Nanoparticle therapy may help patients hospitalized with severe COVID-19 infections: Small clinical trial shows experimental OP-101 drug suppresses COVID-19-related inflammation and brain injury

Johns Hopkins Medicine researchers say that an experimental dendrimer nanoparticle treatment called OP-101 substantially reduced the risk of death and need for a ventilator in a study of 24 severely ill adults hospitalized with COVID-19.

Results of the small clinical trial, funded by Ashvattha Therapeutics, a Johns Hopkins startup company that makes the drug, specifically found that patients who received the drug had a greater than fourfold higher rate of decrease in biomarkers of inflammation and brain injury circulating in their blood compared with patients who received a placebo.

A report on the study was published July 20 in Science Translational Medicine.

“OP-101 could be a potent therapy for decreasing hyperinflammation and promoting repair in people with severe COVID, showing significant clinical benefit without the associated side effects typically seen with some other treatments,” says Sujatha Kannan, M.B.B.S., professor of anesthesiology and critical care medicine and pediatrics at the Johns Hopkins University School of Medicine.

Kannan and her husband, Kannan Rangaramanujam, Ph.D., professor of ophthalmology at the Johns Hopkins University School of Medicine and Wilmer Eye Institute, Johns Hopkins Medicine, developed OP-101 by attaching a powerful antioxidant/anti-inflammatory drug known as n-acetyl cysteine (NAC) to a nanoparticle that is 100,000 times smaller than the thickness of a sheet of paper. Each nanoparticle has a number of molecules of the drug attached to it, and can deliver the drug specifically to inflammatory cells called macrophages. The dendrimer nanoparticle delivers the drug to only those macrophages involved in inflammation at the site of injury. Currently, NAC is used in a different form to treat acetaminophen poisoning and for thinning mucus secretions in airways.

The pair of researchers are co-inventors on patents related to the drug’s discovery, and founded a biotechnology company, Ashvattha Therapeutics Inc., based in California, to develop the drug and fund clinical trials. The company licenses the technology through Johns Hopkins Technology Ventures.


__DESCRIPTION OF THE TASK__. Every line with "ijxdbwjhfhereeqeicivrgdlrscinyqpusgxbcyn" in it should be copied from the data.

__GIVEN DATA__.
——
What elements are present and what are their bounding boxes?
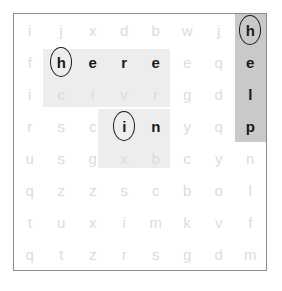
grid-letter: g: [183, 87, 191, 102]
grid-letter: c: [152, 183, 160, 198]
grid-cell-r6-c3[interactable]: i: [109, 206, 141, 238]
grid-cell-r2-c1[interactable]: c: [46, 78, 78, 110]
grid-letter: y: [215, 151, 223, 166]
grid-cell-r1-c0[interactable]: f: [14, 46, 46, 78]
grid-cell-r1-c4[interactable]: e: [140, 46, 172, 78]
grid-letter: v: [121, 87, 129, 102]
grid-cell-r1-c3[interactable]: r: [109, 46, 141, 78]
grid-cell-r7-c5[interactable]: g: [172, 238, 204, 270]
grid-letter: z: [89, 247, 97, 262]
grid-cell-r4-c2[interactable]: g: [77, 142, 109, 174]
grid-cell-r5-c5[interactable]: b: [172, 174, 204, 206]
grid-cell-r4-c1[interactable]: s: [46, 142, 78, 174]
grid-cell-r7-c0[interactable]: q: [14, 238, 46, 270]
grid-cell-r2-c6[interactable]: d: [203, 78, 235, 110]
grid-cell-r5-c0[interactable]: q: [14, 174, 46, 206]
grid-cell-r2-c0[interactable]: i: [14, 78, 46, 110]
grid-letter: j: [217, 23, 220, 38]
grid-letter: z: [58, 183, 66, 198]
grid-cell-r5-c3[interactable]: s: [109, 174, 141, 206]
grid-letter: r: [122, 247, 127, 262]
grid-cell-r1-c5[interactable]: e: [172, 46, 204, 78]
grid-cell-r7-c6[interactable]: d: [203, 238, 235, 270]
grid-letter: j: [60, 23, 63, 38]
grid-letter: m: [150, 215, 163, 230]
grid-cell-r4-c4[interactable]: b: [140, 142, 172, 174]
grid-letter: k: [184, 215, 192, 230]
grid-letter: s: [152, 247, 160, 262]
grid-letter: s: [58, 119, 66, 134]
grid-cell-r6-c1[interactable]: u: [46, 206, 78, 238]
letter-grid: ijxdbwjhfhereeqeicivrgdlrscinyqpusgxbcyn…: [14, 14, 266, 270]
grid-letter: f: [248, 215, 252, 230]
grid-cell-r3-c2[interactable]: c: [77, 110, 109, 142]
grid-letter: c: [89, 119, 97, 134]
grid-cell-r0-c6[interactable]: j: [203, 14, 235, 46]
grid-cell-r0-c3[interactable]: d: [109, 14, 141, 46]
grid-cell-r6-c4[interactable]: m: [140, 206, 172, 238]
grid-cell-r6-c6[interactable]: v: [203, 206, 235, 238]
grid-letter: f: [28, 55, 32, 70]
grid-cell-r4-c5[interactable]: c: [172, 142, 204, 174]
grid-cell-r0-c2[interactable]: x: [77, 14, 109, 46]
grid-letter: b: [152, 151, 160, 166]
grid-cell-r0-c5[interactable]: w: [172, 14, 204, 46]
grid-cell-r0-c7[interactable]: h: [235, 14, 267, 46]
word-search-puzzle: ijxdbwjhfhereeqeicivrgdlrscinyqpusgxbcyn…: [0, 0, 282, 291]
grid-cell-r3-c0[interactable]: r: [14, 110, 46, 142]
grid-letter: q: [26, 183, 34, 198]
grid-cell-r6-c0[interactable]: t: [14, 206, 46, 238]
grid-letter: t: [28, 215, 32, 230]
grid-cell-r2-c3[interactable]: v: [109, 78, 141, 110]
grid-letter: h: [57, 55, 66, 70]
grid-cell-r3-c6[interactable]: q: [203, 110, 235, 142]
grid-letter: e: [183, 55, 191, 70]
grid-cell-r7-c2[interactable]: z: [77, 238, 109, 270]
grid-cell-r5-c1[interactable]: z: [46, 174, 78, 206]
grid-letter: d: [215, 247, 223, 262]
grid-letter: u: [57, 215, 65, 230]
grid-cell-r3-c4[interactable]: n: [140, 110, 172, 142]
grid-cell-r1-c2[interactable]: e: [77, 46, 109, 78]
grid-cell-r6-c5[interactable]: k: [172, 206, 204, 238]
grid-cell-r7-c3[interactable]: r: [109, 238, 141, 270]
grid-letter: o: [215, 183, 223, 198]
grid-cell-r0-c4[interactable]: b: [140, 14, 172, 46]
grid-cell-r2-c7[interactable]: l: [235, 78, 267, 110]
grid-cell-r0-c0[interactable]: i: [14, 14, 46, 46]
grid-cell-r4-c3[interactable]: x: [109, 142, 141, 174]
grid-cell-r2-c4[interactable]: r: [140, 78, 172, 110]
grid-cell-r3-c5[interactable]: y: [172, 110, 204, 142]
grid-cell-r7-c1[interactable]: t: [46, 238, 78, 270]
grid-letter: m: [244, 247, 257, 262]
grid-cell-r6-c7[interactable]: f: [235, 206, 267, 238]
grid-cell-r6-c2[interactable]: x: [77, 206, 109, 238]
grid-cell-r5-c4[interactable]: c: [140, 174, 172, 206]
grid-cell-r7-c4[interactable]: s: [140, 238, 172, 270]
grid-letter: e: [246, 55, 254, 70]
grid-cell-r3-c1[interactable]: s: [46, 110, 78, 142]
grid-letter: i: [28, 87, 31, 102]
grid-cell-r4-c6[interactable]: y: [203, 142, 235, 174]
puzzle-grid-frame: ijxdbwjhfhereeqeicivrgdlrscinyqpusgxbcyn…: [13, 13, 267, 271]
grid-cell-r3-c7[interactable]: p: [235, 110, 267, 142]
grid-cell-r4-c0[interactable]: u: [14, 142, 46, 174]
grid-cell-r2-c2[interactable]: i: [77, 78, 109, 110]
grid-cell-r1-c1[interactable]: h: [46, 46, 78, 78]
grid-cell-r1-c6[interactable]: q: [203, 46, 235, 78]
grid-cell-r0-c1[interactable]: j: [46, 14, 78, 46]
grid-cell-r5-c6[interactable]: o: [203, 174, 235, 206]
grid-letter: q: [215, 55, 223, 70]
grid-letter: g: [183, 247, 191, 262]
grid-letter: l: [249, 183, 252, 198]
grid-cell-r4-c7[interactable]: n: [235, 142, 267, 174]
grid-cell-r5-c7[interactable]: l: [235, 174, 267, 206]
grid-cell-r3-c3[interactable]: i: [109, 110, 141, 142]
grid-cell-r1-c7[interactable]: e: [235, 46, 267, 78]
grid-cell-r7-c7[interactable]: m: [235, 238, 267, 270]
grid-letter: r: [153, 87, 158, 102]
grid-cell-r2-c5[interactable]: g: [172, 78, 204, 110]
grid-letter: n: [151, 119, 160, 134]
grid-cell-r5-c2[interactable]: z: [77, 174, 109, 206]
grid-letter: v: [215, 215, 223, 230]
——
__EXERCISE RESULT__.
letter-grid: ijxdbwjhfhereeqeicivrgdlrscinyqpusgxbcyn…: [14, 14, 266, 270]
word-search-puzzle: ijxdbwjhfhereeqeicivrgdlrscinyqpusgxbcyn…: [0, 0, 282, 291]
puzzle-grid-frame: ijxdbwjhfhereeqeicivrgdlrscinyqpusgxbcyn…: [13, 13, 267, 271]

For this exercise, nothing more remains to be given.